The answer to this puzzle is Rule 30, a cellular automaton introduced by Stephen Wolfram. As we'll see in a moment, the bits in the center column of Rule 30 are chaotic and complex and follow no easily discernible pattern. In this case, I collect those bits and concatenate them into integers that I use as RGB values in the wheel.
The rule set for Rule 30 is: Bitwise concatenate each group of 3 cells in a row. If the bitwise concatenation of the group is 1, 2, 3, or 4, then the resulting cell underneath will be 1 (represented by dark shaded cells). Otherwise, 0, 5, 6, or 7 will be 0 (represented by light color cells).
Even simpler: for every 3 bit group, the resulting bottom cell will be the value of the left cell, XOR’d by the the result of the center cell OR’d by the right cell (Bottom Cell = Left Cell XOR (Center Cell OR Right Cell).
The GIF below illustrates how the first 4 rows of the Rule 30 automata are built when the initial input seed is 1:
Similar to other cellular automata, the rows are built repeatedly one after the other. The interesting thing about Rule 30 is that, unlike other automata, the rule set here produces a center column that exhibits complex and seemingly random behavior for many seed inputs (the input of 1 is an example of a seed that produces a complex behavior).
There are pretty much 2 ways you can exploit the center column to implement a pseudo random number generator.
1.) At runtime populate Rule 30 data for n rows (i.e: 100). Then take some other runtime value that isn’t exactly random, but changes constantly and reliably — say the system current timestamp. Then mod this by the number of rows, and then start collecting the bits starting at that row in the center column for as many bits as you like (wrapping around if needed).

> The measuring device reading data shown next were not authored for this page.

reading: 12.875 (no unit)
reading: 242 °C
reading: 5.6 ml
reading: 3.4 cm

For instance, given a current timestamp of 1626103527, and 100 rows of generated Rule 30 data, and we want to build a 32 bit integer. We’d start at row 27 (1629103527 mod 100 = 27). Select bits from row 27 to 58 which yields the 32 bit number.

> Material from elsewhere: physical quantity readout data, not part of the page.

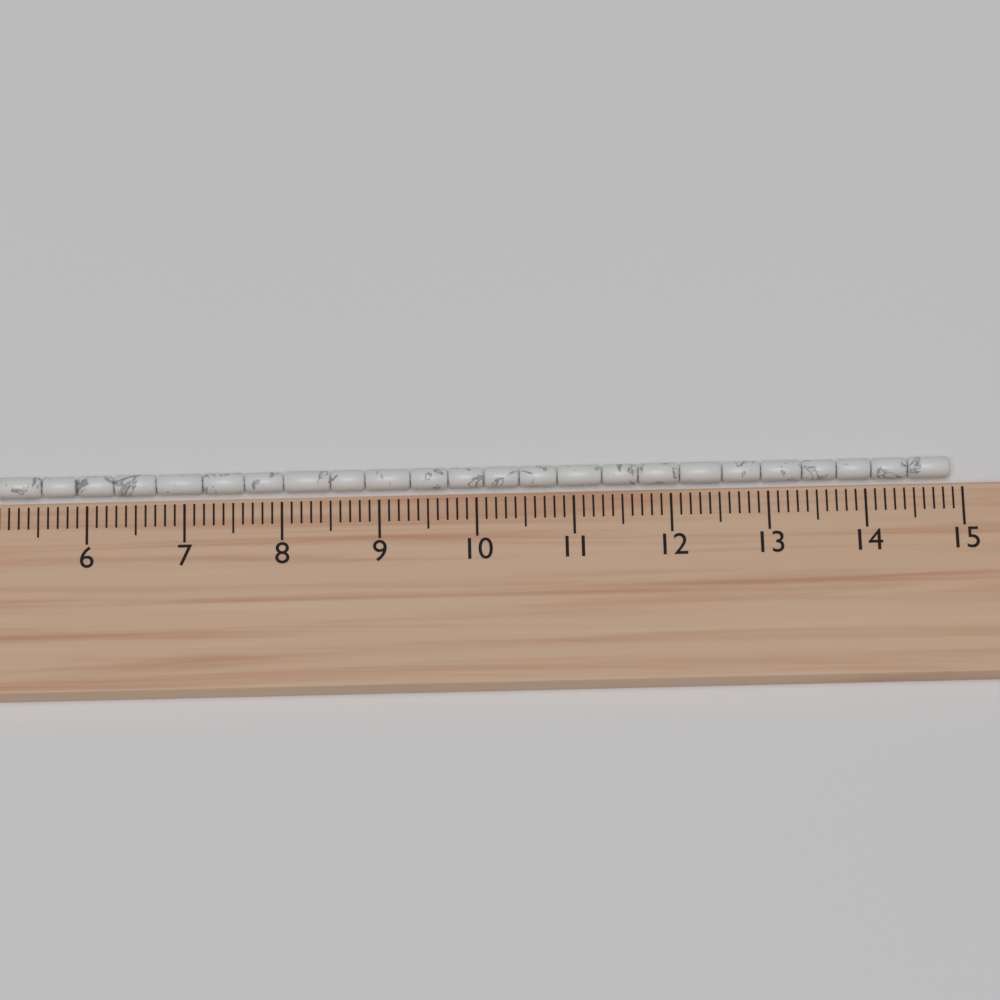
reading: 14.9 cm
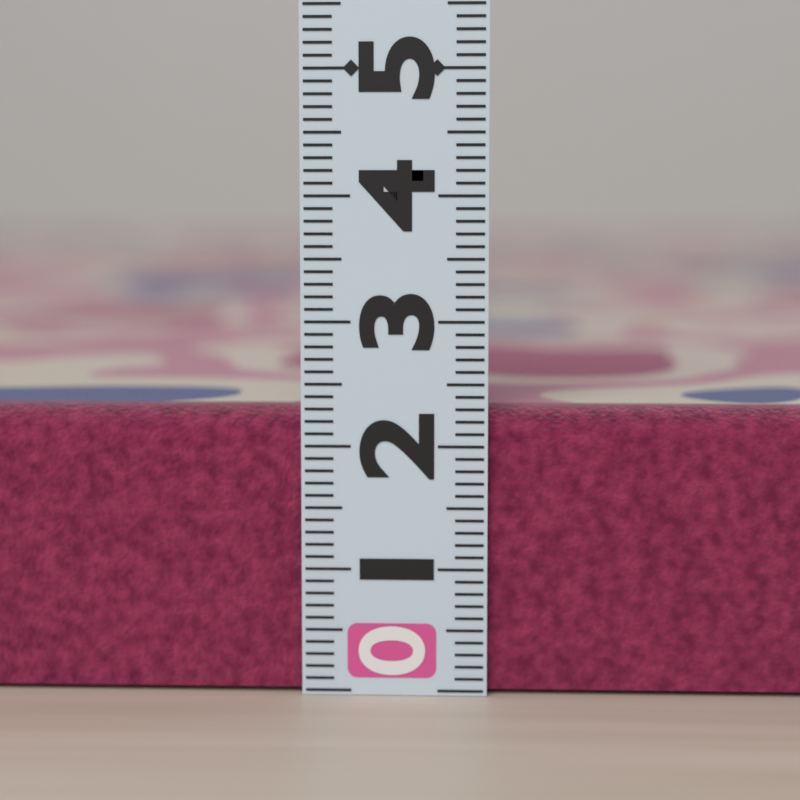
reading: 2.3 (no unit)
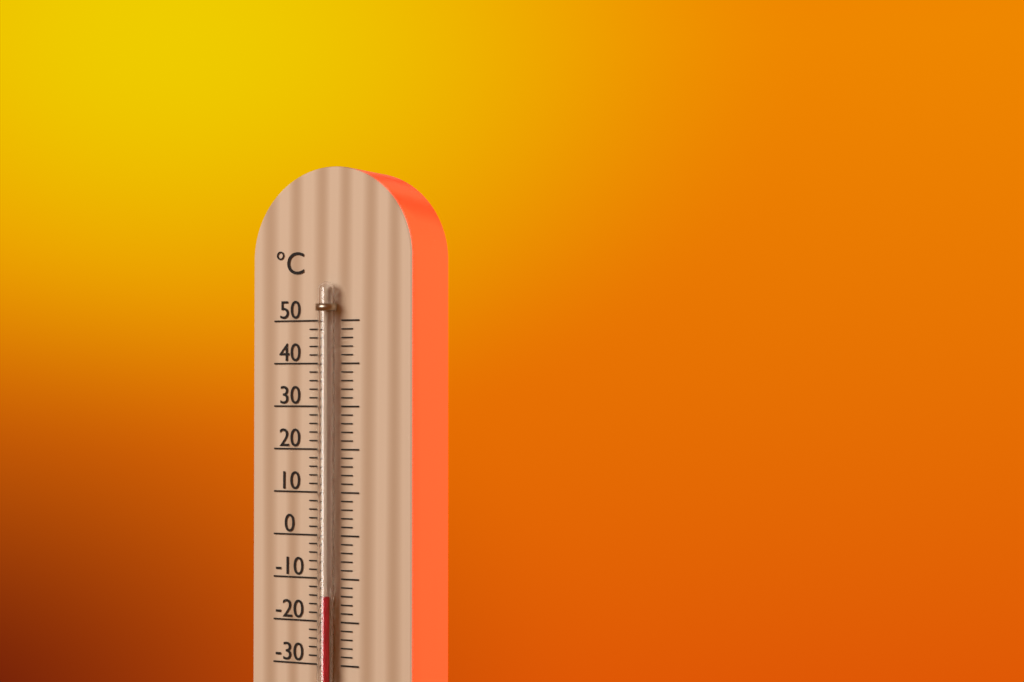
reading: -14 °C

2.) Take the timestamp and convert it to a string of bits (1626103527 in base 2 = 1100001000110100010010110100111) and then use that as the start seed. Only 32 rows would have to be generated to get a random number. Beware that a downside to this is there’s no guarantee the current seed will produce a random output. For instance, no combination of XOR and ORs will produce 1s given all nonzero inputs, so a seed of 0 will produce a ‘0’ in every row of the center.
How you set up the data structures/arrays to accomplish either of the 2 methods is up to you.
In short: the first method requires generating more rows up front, but then we don’t need to generate any further rows after that. In the second scenario we plug in varying seed inputs each time and only need to generate the # of rows for the # of bits that we want our number to consist of, but it’s harder to guarantee that our dataset will be complex.
One more example with a visual:
We want to generate a random 8 bit value using the first method. We build 8 rows of the automata using an initial seed of 1.
Then we bitwise concatenate those 8 bits together, which makes 11011100 in binary, or 220 in decimal.
Questions, comments, feedback, or have your own code snippets that uses Rule 30 or other cellular automata in unique or fun ways? Please share below in the comments!